3. 8 Eighteen months later

It’s hard to believe that Bernie and Richard had less than two years together from his, belated, proposal of marriage to his untimely death. To Angie and me, it felt as if they had always been a couple. It was something of a surprise to me, after having known Richard for so long and having assumed that he preferred a solitary life, that it so soon became impossible to think of seeing them apart (except during working hours, of course). And that made it all the harder to come to terms with when Richard fell to his death only weeks before he was due to retire.

Retirement had been something that had hung over Richard for several months. It was quite clear that he didn’t want to go, but equally clear that he was being eased out and that the most he could hope for was to be permitted to continue in some sort of “safe” desk job. For someone who had always been very hands-on, that would have been intolerable, so he had agreed to go gracefully rather than to fight on against the inevitable.

Bernie, of course, being nearly twenty years younger – and that was something else that made it so surprising that they became so inseparable once they had admitted to one another that they did actually care for each other – would continue working; so Richard started to think about how he could fill the empty days. I know that it preyed on his mind that he might become difficult to live with if his mind was no longer occupied with his job. Maybe that was what made him careless and take risks that he would normally have avoided.

Anyway, for whatever reason, he took it upon himself to chase an escaping suspect across the roof of one of the colleges. The man turned on him in an attempt to escape down the stairs up which they had come, and in the struggle Richard fell to the ground and broke his neck. He died in the ambulance on the way to hospital.

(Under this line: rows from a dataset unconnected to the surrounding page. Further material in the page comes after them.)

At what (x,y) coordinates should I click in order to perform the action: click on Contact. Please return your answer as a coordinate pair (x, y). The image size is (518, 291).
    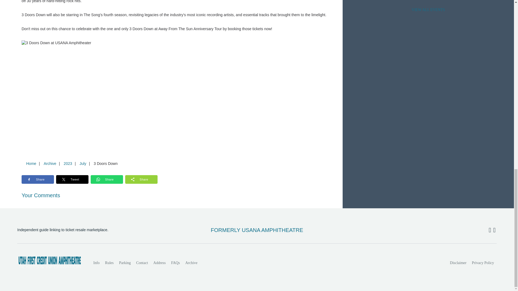
    Looking at the image, I should click on (142, 263).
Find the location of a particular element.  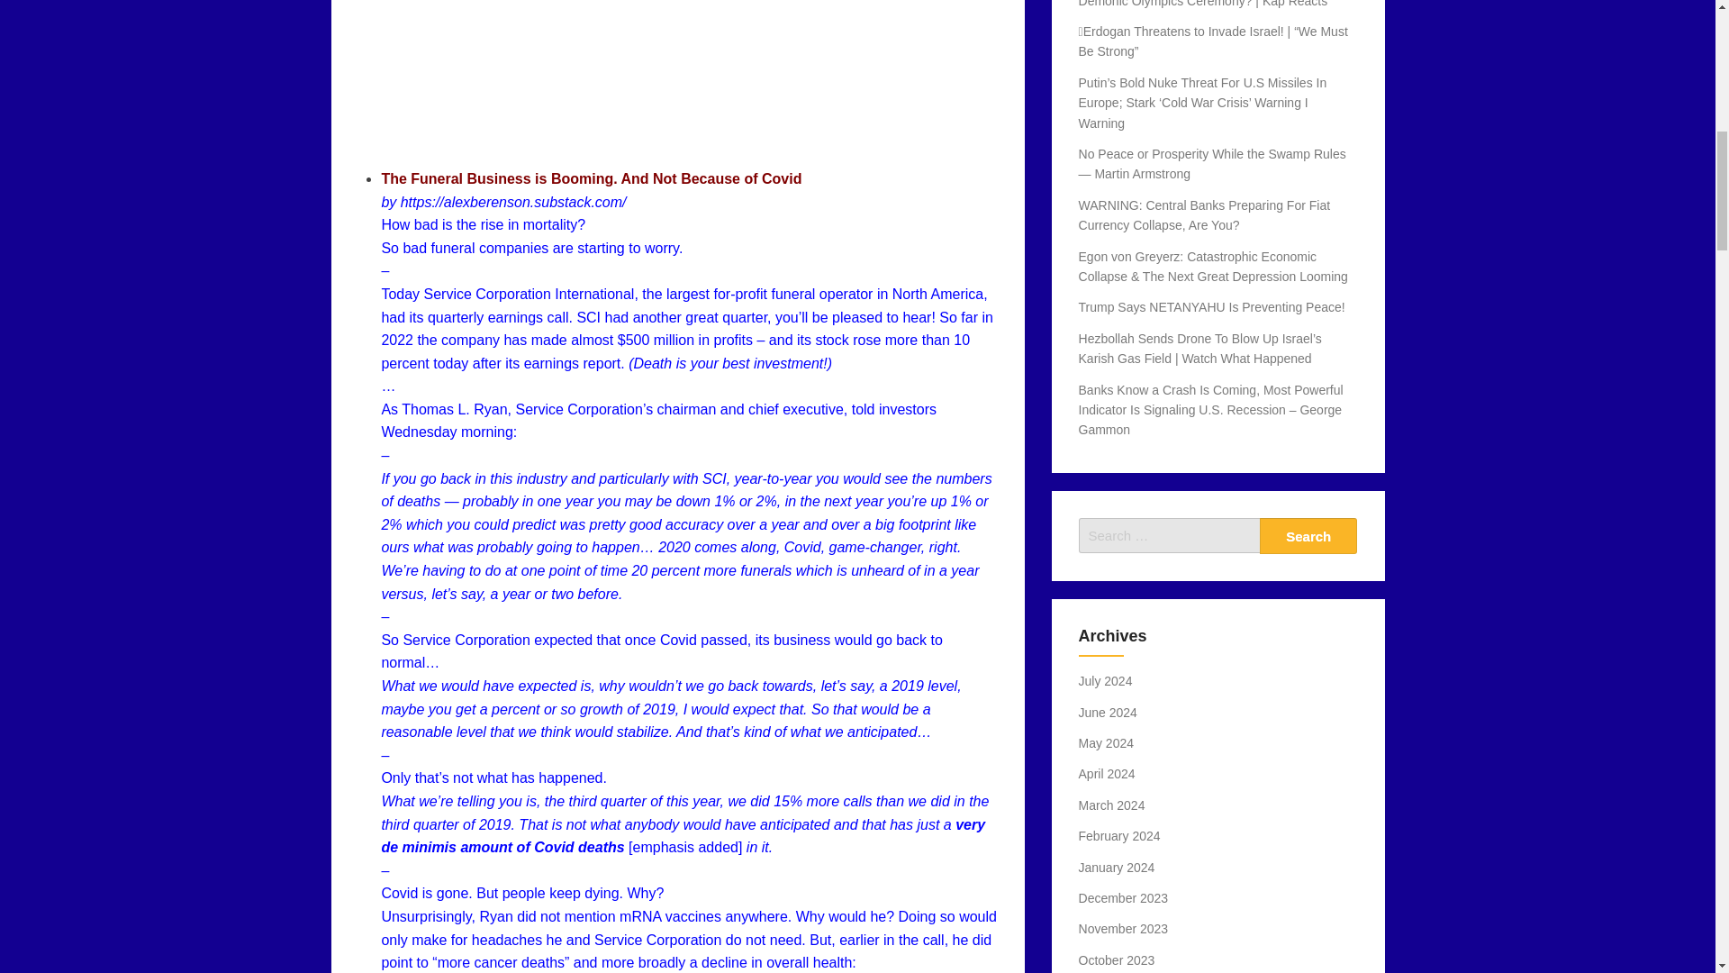

February 2024 is located at coordinates (1119, 836).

Bernie arrive too late to say goodbye – or to tell him the news that she was carrying his unborn child.

I’m glad that I was there when he fell – although I can never forgive myself for not having arrived a few minutes earlier and been able to prevent it – and to have spoken to him as he lay there waiting for the ambulance to arrive. Ernie as uppermost in his mind and he gave me a message for her: “tell Bernie I’m sorry.” We’re still trying to work out exactly what he meant.

You can read all about this in the book DESPISE NOT THY MOTHER, which goes on to tell about how Bernie started to find out more about Richard and his early life and, crucially, his relationship with his own mother.